Administrative Rescheduling Deserves More Attention
While I can nitpick at the edges, I enjoyed this article and its attention to the rescheduling process. It raises deeper questions worthy of conversation that have been ignored for too long.
Assume Marks is right and that rescheduling psilocybin would solve even one significant issue relating to psilocybin. If so, why is nobody putting resources and willpower behind rescheduling pushes and/or the administrative process? If there is a chance that we could loosen research restrictions and make psychedelic research easier on a national scale, shouldn’t we be putting at least some resources into that? This doesn’t cost much and the payoff could be huge. And by the way, submitting a petition to DEA along these lines is really easy and takes no time at all. I wrote a complete, ready-to-submit rescheduling petition for psilocybin in three hours.

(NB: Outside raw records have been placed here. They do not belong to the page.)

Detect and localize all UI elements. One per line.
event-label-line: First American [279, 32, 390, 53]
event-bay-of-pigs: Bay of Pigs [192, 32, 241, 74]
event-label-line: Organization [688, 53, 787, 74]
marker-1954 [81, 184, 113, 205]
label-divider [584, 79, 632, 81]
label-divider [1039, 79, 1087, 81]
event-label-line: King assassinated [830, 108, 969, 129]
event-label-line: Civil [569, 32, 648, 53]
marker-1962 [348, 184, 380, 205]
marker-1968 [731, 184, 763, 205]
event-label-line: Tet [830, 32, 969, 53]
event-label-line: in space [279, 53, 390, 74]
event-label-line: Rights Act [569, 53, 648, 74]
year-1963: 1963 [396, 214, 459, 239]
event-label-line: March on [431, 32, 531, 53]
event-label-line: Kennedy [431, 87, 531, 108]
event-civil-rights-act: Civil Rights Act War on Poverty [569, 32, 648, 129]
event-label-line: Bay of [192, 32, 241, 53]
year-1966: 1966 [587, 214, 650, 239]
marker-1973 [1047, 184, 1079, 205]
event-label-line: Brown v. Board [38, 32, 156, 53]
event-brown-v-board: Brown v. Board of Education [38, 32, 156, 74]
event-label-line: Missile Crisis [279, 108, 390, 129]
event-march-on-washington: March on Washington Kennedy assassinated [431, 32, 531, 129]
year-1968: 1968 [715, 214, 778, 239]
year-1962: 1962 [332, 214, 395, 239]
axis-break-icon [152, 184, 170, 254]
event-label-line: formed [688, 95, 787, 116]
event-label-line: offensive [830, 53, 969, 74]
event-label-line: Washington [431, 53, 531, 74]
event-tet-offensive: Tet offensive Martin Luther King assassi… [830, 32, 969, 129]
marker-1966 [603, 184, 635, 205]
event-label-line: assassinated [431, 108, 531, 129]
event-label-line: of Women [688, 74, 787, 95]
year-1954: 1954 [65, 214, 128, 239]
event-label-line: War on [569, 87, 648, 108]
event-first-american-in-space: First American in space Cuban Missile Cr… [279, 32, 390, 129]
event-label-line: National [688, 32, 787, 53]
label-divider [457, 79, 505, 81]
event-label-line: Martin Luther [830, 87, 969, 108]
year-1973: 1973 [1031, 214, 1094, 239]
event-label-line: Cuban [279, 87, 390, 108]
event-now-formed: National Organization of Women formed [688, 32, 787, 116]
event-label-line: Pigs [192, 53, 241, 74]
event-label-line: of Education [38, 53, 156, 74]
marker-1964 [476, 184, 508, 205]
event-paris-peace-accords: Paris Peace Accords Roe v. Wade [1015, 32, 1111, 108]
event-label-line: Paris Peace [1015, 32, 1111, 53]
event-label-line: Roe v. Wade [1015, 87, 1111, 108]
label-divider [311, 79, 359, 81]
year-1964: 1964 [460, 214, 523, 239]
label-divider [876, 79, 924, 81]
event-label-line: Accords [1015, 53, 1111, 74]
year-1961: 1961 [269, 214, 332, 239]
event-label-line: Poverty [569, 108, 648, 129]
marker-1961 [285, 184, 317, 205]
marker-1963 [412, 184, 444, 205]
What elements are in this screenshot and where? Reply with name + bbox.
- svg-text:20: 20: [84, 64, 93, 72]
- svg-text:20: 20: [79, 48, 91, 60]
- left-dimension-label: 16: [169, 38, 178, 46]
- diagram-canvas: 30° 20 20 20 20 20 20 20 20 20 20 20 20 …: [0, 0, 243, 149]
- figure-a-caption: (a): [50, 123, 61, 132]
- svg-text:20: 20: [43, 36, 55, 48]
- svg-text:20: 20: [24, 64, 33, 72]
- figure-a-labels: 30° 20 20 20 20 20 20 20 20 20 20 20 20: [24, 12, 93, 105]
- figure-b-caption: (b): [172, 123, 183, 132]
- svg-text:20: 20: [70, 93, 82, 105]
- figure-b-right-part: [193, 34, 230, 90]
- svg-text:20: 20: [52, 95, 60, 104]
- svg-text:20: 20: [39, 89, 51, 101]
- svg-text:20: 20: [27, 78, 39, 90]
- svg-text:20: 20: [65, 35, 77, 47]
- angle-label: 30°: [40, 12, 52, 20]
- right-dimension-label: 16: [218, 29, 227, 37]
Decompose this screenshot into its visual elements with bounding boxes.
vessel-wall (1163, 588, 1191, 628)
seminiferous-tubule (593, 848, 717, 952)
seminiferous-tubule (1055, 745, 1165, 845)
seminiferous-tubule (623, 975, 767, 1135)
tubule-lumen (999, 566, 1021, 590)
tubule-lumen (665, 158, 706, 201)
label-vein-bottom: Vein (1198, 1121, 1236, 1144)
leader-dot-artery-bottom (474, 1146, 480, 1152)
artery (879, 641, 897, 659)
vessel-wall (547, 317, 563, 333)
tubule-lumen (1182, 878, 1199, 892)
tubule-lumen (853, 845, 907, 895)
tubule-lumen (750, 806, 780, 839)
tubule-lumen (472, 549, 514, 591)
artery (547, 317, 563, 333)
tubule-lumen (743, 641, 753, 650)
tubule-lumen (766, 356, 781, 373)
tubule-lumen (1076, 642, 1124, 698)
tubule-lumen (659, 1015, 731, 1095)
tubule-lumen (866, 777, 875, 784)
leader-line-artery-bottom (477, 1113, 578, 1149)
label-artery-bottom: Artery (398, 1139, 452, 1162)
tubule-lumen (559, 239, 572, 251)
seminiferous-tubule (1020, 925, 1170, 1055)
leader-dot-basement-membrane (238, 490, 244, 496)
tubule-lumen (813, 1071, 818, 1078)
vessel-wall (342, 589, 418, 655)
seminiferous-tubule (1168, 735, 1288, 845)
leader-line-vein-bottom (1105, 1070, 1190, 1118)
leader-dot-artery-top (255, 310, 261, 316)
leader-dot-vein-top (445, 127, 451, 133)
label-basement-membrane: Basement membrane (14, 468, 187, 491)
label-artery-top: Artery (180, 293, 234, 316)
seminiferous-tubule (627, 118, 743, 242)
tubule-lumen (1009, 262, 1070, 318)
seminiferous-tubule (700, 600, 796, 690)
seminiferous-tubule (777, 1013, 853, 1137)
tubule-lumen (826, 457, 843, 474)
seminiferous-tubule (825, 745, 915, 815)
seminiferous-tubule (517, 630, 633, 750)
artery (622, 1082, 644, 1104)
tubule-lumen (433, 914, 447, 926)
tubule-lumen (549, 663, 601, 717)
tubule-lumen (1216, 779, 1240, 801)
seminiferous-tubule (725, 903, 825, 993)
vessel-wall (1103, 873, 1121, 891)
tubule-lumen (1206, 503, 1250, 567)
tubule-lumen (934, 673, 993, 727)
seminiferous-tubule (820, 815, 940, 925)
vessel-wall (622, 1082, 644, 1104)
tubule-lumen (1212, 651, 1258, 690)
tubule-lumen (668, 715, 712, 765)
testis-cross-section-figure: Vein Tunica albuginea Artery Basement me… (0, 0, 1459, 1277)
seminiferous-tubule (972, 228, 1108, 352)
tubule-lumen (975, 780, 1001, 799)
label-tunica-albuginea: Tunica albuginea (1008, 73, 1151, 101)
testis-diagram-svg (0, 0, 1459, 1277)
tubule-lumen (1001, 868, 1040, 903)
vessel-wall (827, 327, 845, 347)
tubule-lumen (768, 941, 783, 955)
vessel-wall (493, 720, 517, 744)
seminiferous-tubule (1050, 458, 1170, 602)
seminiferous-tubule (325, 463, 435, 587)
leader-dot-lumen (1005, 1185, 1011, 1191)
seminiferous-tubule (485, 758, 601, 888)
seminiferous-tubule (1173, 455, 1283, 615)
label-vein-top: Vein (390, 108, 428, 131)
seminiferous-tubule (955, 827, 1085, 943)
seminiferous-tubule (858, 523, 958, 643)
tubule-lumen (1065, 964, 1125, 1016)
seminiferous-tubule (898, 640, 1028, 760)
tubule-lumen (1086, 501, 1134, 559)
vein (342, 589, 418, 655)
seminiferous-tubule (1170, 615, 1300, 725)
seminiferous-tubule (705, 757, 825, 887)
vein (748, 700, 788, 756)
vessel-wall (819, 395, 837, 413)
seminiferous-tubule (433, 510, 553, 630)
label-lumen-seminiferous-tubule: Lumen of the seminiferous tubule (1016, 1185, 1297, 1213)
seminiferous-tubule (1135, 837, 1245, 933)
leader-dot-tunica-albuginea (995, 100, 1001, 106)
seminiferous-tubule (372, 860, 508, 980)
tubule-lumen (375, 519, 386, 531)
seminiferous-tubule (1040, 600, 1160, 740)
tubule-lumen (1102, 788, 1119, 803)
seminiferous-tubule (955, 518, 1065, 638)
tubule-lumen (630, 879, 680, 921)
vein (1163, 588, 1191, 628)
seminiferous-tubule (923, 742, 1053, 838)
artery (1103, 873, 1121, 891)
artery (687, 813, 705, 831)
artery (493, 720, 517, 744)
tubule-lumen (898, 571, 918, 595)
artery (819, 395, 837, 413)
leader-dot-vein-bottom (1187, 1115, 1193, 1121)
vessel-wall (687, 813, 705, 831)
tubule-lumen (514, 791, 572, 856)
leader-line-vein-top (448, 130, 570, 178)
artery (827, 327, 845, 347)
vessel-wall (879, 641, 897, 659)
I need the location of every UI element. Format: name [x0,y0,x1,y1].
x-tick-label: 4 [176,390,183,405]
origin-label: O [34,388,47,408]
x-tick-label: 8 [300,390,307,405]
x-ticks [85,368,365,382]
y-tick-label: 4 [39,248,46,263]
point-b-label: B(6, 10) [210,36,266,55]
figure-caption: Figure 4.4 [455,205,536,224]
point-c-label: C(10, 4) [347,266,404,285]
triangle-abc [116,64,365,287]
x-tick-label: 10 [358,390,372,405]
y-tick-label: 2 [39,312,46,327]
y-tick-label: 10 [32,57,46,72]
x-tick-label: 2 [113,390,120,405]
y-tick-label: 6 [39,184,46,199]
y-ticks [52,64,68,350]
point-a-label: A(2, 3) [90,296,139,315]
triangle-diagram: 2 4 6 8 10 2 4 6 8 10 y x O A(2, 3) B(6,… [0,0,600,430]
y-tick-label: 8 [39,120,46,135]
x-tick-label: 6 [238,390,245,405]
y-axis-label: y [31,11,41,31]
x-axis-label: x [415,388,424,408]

And if you are a paid subscriber of the newsletter, I will send it to you—no strings attached.
The other important takeaway is not just that psilocybin ought to be moved out of Schedule I, but that how administration of the schedules over the years is profoundly broken. We tried to fix one the problems in Sisley v. DEA—overturning DEA’s unlawful interpretation of “currently accepted medical use in treatment the United States”—and nearly succeeded. But at a core level, the system doesn’t really work well. And hopefully, articles like what Marks writes can get the community focus on a problem that needs fixing: the backwards administrative process that underlies drug control in the United States.
In conclusion, in my view, the greatest contribution of Marks’ article is something it never expressly says but certainly suggests: decoupling the CSA rescheduling regime from the FDA approval process could accelerate research with controlled substances, and ensure a future with sensible and equitable drug policies. This important issue has gotten little attention and support from the community, but it is deserving of far more.
Our arguments were and still are almost certainly correct. The federal government did not even bother defending against our assault. This legal issue is very important, not just because DEA uses the five-part test to refuse to reclassify marijuana, despite widespread medicinal use in the states. As states rapidly enact their own medical psilocybin initiatives, the five-part test will be the basis for refusing to reclassify psilocybin. As we explain in our briefing, the “currently accepted medical use” requirement was put in place in 1970 to avoid a Schedule I classification where that drug that was being used by doctors in medical practice. The notion that “currently accepted medical use” has anything to do with FDA approval or FDA criteria is completely untethered to the text and legislatively history.
I am aware that most sausages are not kosher.
Years later, HHS told DEA in passing that GHB was “far enough along in the development process to meet the standard under Schedule II of a drug or substance having a “currently accepted medical use with severe restrictions.” 65 Fed. Reg. 13,237 (2000).